“THE HOUSE I LIVE IN” My rating: B (Opening Jan. 11 at the Tivoli)
108 minutes | NO MPAA rating
Whatever its noble intentions, the so-called War on Drugs isn’t any closer to ending than it was forty-some years ago when President Richard Nixon took up the cause.
If anything it has proven itself to be a self-perpetuating circus, one that enriches very bad, violent people, while imprisoning hundreds of thousands who should be receiving treatment instead of jail sentences.
Eugene Jarecki, whose documentary output includes “The Trials of Henry Kissinger,” “Freakonomics” and “Why We Fight” (he’s also the brother of Andrew “Capturing the Friedmans” Jarecki), has spent the last five years crisscrossing America to create this powerful, fact-filled and deeply disturbing non-fiction film.
There are plenty of statistics (a telling one: the U.S. imprisons a higher percentage of its population than any other industrialized country, with most of those serving time for drug violations), but “The House I Live In” is remarkable for the personal stories it brings to the table.
Jarecki begins the film on a highly personal note by introducing us to Nannie Jeter, an elderly black woman who was the housekeeper for the Jarecki family when Eugene was young. He played with Nannie’s children; now he checks back in with the family to find it shattered by drugs.
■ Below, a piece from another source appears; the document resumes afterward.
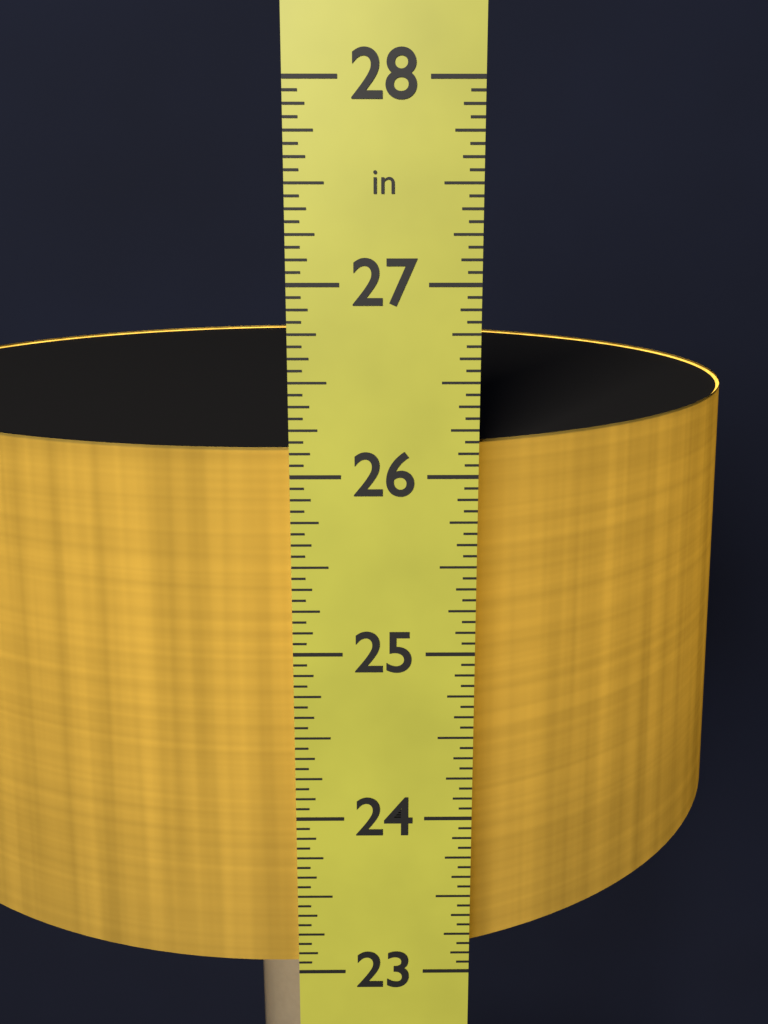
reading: 26.1250 in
Our nominal guide throughout the movie is TV producer David Simon, a formers journalist who covered the War on Drugs and went on to create the fictional HBO series “The Wire,” which over several seasons explored the dangerous, complicated, exasperating labyrinth of drug use, drug peddling, and drug enforcement in his hometown of Baltimore.
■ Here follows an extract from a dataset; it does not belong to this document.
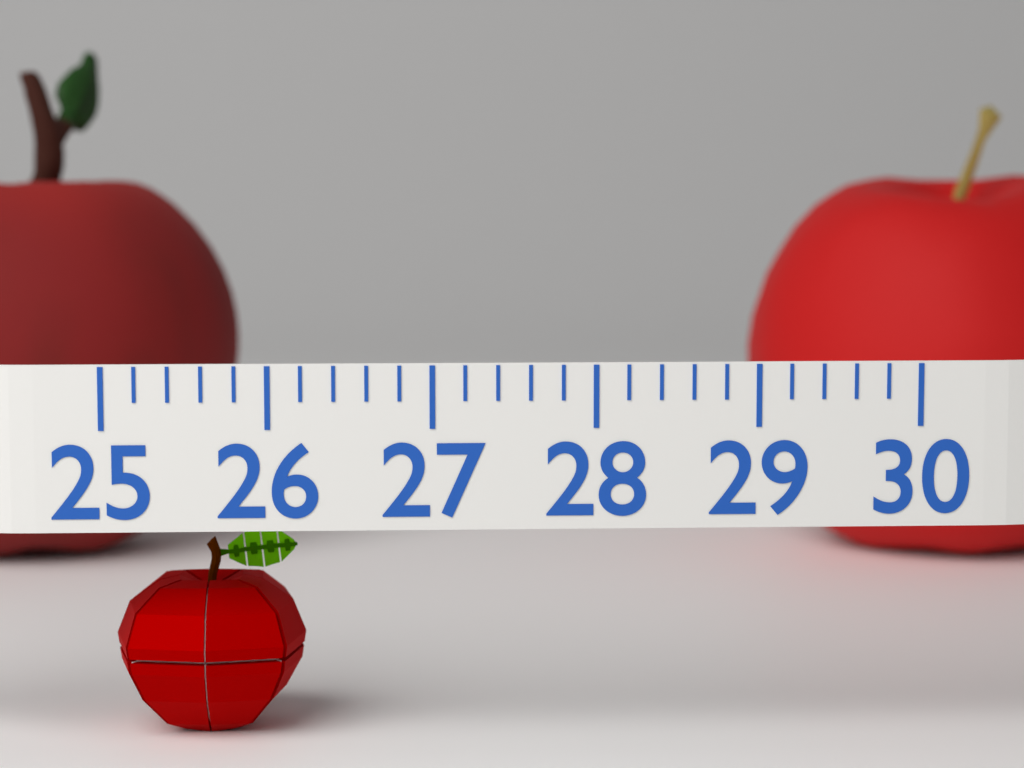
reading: 26.2 (no unit)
(This was a TV show that during one season had a high-ranking police officer create a no-arrest zone in which drug dealers and users could conduct business in safety; the precipitous decline in street crime wasn’t enough to save the cop from a tidal wave of Calvinism-fueled moral outrage.)
Jarecki’s movie is practically encyclopedic. He talks to cops, addicts, prisoners, jurists, jail guards – even those who believe the War on Drugs is justified can’t argue that they’re accomplishing much.
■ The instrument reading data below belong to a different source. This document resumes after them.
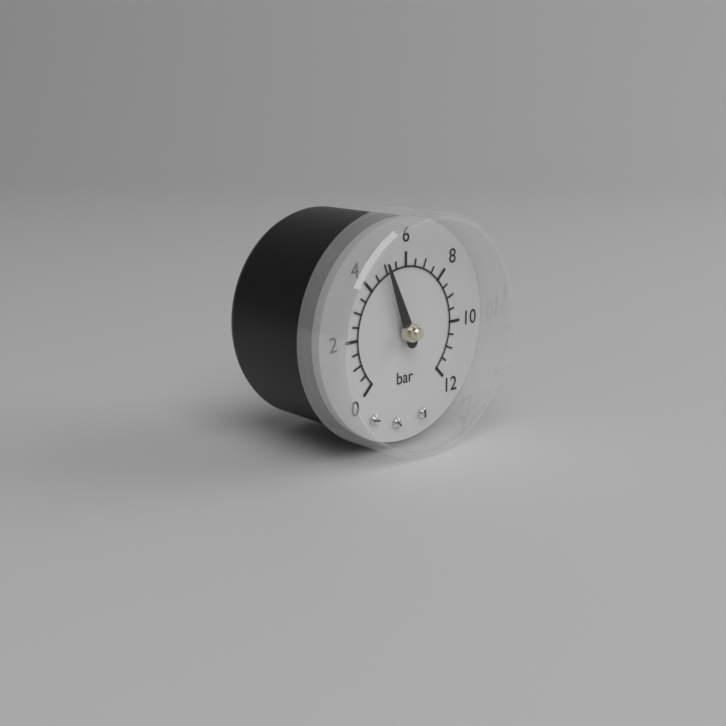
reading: 5.0 bar
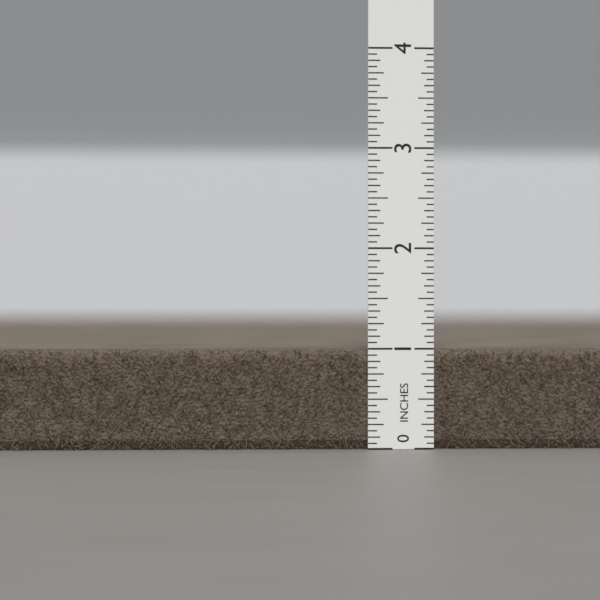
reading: 1.0000 in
But far more telling are the subjects who believe that it is less a war on drugs than on poor and black people, most of whom turn to drugs because they’ve got few other pleasures in their lives.
There’s a bleeding-heart quality here, and surely Jarecki could have found someone who would wholeheartedly defend the system. The film feels one-sided.
But by the time “The House I Live In” ends (the title comes from a 1945 patriotic song about America), you’ll be convinced that the damage done by illegal drugs is nothing compared to the damage done by the system created to control illegal drugs.